Nine AFRIFF 2025 filmmakers with momentum — and the films that brought them here
As AFRIFF settles back into Lagos for its 14th edition, a familiar truth is already evident on the ground: this festival is now where emerging African and diaspora voices debut work that tends to travel.
Many of this year’s titles have already picked up early heat at festivals across Europe and North America, making AFRIFF less a proving ground and more the place where the next cohort of directors step into the continental spotlight.
Here are eight filmmakers whose work at AFRIFF is arriving with real industry attention.

Zoey Martinson (The Fisherman – Ghana / US)
Martinson’s feature arrives at AFRIFF after a buzzy run through the North American fall circuit. A theatre-maker, writer and filmmaker working out of New York and Accra, she is best known for the Tribeca-premiering The Fisherman — a human drama that folds grief, migration and memory into a coastal mystery. Her shift into features has drawn interest for how she blends performance methodology with cinematic language.
Grace Yakubu (Aljana – Nigeria)
Yakubu’s short has quietly made the rounds in Europe this year, landing particularly well with programmers in social-issue and emerging-voices strands. Aljana is rooted in Northern Nigeria, exploring girlhood and agency with a spare, observational style. Yakubu is considered part of the new wave of Nigerian filmmakers building internationally-minded cinema outside Lagos and the diaspora capitals.
Nana Obiri-Yeboah (The Funeral Of Kwadae – Ghana)
Obiri-Yeboah has been building steadily from genre shorts and music-video craft to long-form work. The Funeral Of Kwadae is the first time international programmers have started to talk about him as “one to watch” — blending folklore, superstition and family tragedy with authorial control that feels more like a debut feature than a short.
Angela Aquereburu (Mikoko – Togo)
Based between Lomé and Paris, Aquereburu is already known in Francophone West Africa for series work (Agoji) — but Mikoko is the title breaking her to Anglophone buyers. It screened in the spring at Clermont-Ferrand sidebars, sparking early interest in her environmental-justice storytelling and her ability to build cinematic worlds from local ecology and community memory.
Daniel Aigbokhaivbo (Mr Rogers – Nigeria)
Aigbokhaivbo has been part of Nigeria’s quiet short-film excellence pipeline for years — but Mr Rogers is the one international programmers have actually been sharing links to. Restrained, psychological, and character-forward, it’s the kind of short that suggests a director already thinking in feature form.

Chawuko Enakadia & Muhammad Atta Ahmed (Seed – Ghana / Nigeria)
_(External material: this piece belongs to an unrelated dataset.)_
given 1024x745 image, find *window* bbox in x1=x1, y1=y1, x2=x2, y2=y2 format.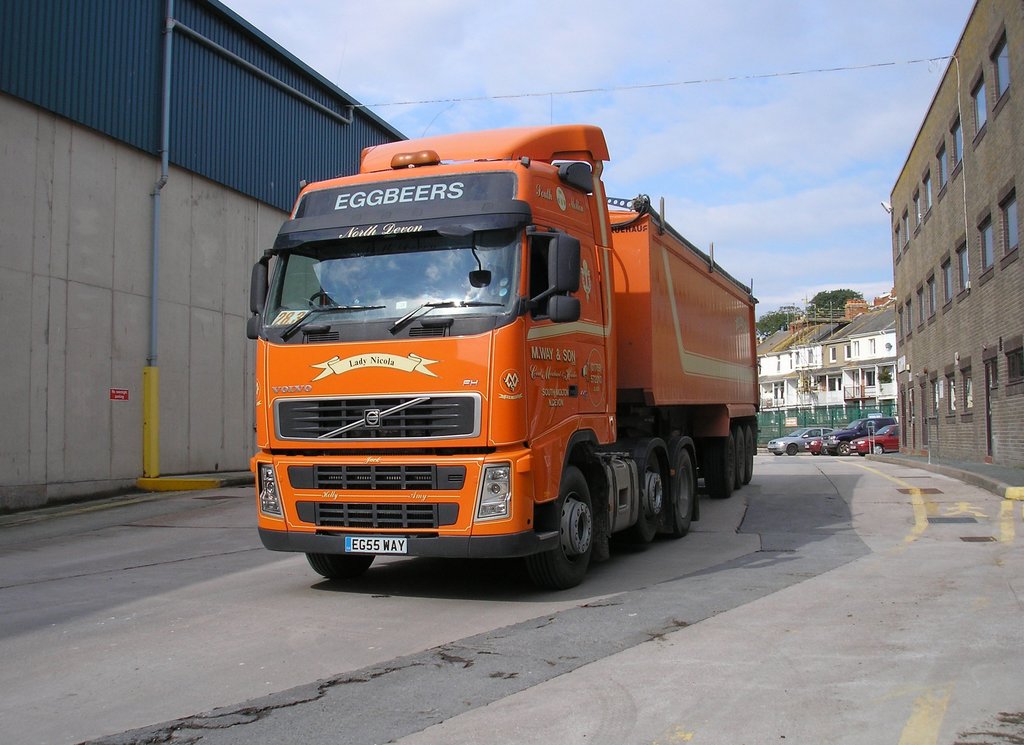
x1=939, y1=256, x2=952, y2=310.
This co-directed short is the film that keeps being mentioned in buyer meetings — not because of scale, but because of its control. A slow, methodical, almost forensic film about inheritance and violence, Seed premiered earlier in the year in East Africa and has quietly built a reputation on the circuit. The fact that it’s co-directed across two countries is also notable: this is the direction West African collaboration is heading.
Tristan Barrocks (Sugar Dumplin – Canada / Barbados)
Tristan Barrocks is a writer, producer, and director. His film Dear Black Dad, released digitally, has garnered critical acclaim for its authenticity and truth. Wallflower (Webseries 2023), Connecting the Dots (Docuseries 2019), and Mother To Mother (Special 2022) are note-worth instalments to Tristan's directorial catalogue. Sugar Dumplin is a scripted short is the proof of concept for a feature in packaging.
Nyasha Kadandara (Matabeleland – Zimbabwe / Kenya)
Kadandara’s doc work has screened everywhere from Hot Docs to IDFA — but Matabeleland is her boldest, most political and most formally precise film to date. Asteadic in lensing and rigorous in structure, it examines memory, atrocity and erasure with a hand that feels closer to essay cinema than mainstream documentary. She is already in early development on her first feature.
Rashida Seriki (United Kingdom / Nigeria)
A British-Nigerian writer director based in London, Seriki has been building a quiet but serious CV across shorts, comedy and television. Her breakout short The Fence won multiple prizes in 2018 and put her on the BFI Future Film radar. She followed with Colby which premiered at BFI London Film Festival, and Maneater for BBC Comedy which aired on BBC Three and iPlayer. As a writer she has contributed to We Are Lady Parts (Channel 4 and Peacock) and EastEnders, with her original series Lovelessville currently in development with VAL and ITV. Her debut feature is now in development and Colby serves as its proof of concept. Seriki is part of the small cluster of British based Nigerian talent whose television muscle is beginning to intersect with an emerging feature voice.
Why these nine matter this year
What links this group beyond national variety is that all of them arrive at AFRIFF with some degree of festival pedigree already behind them. In other words they are not discoveries. They are filmmakers who are in the process of crossing over from promising to bankable.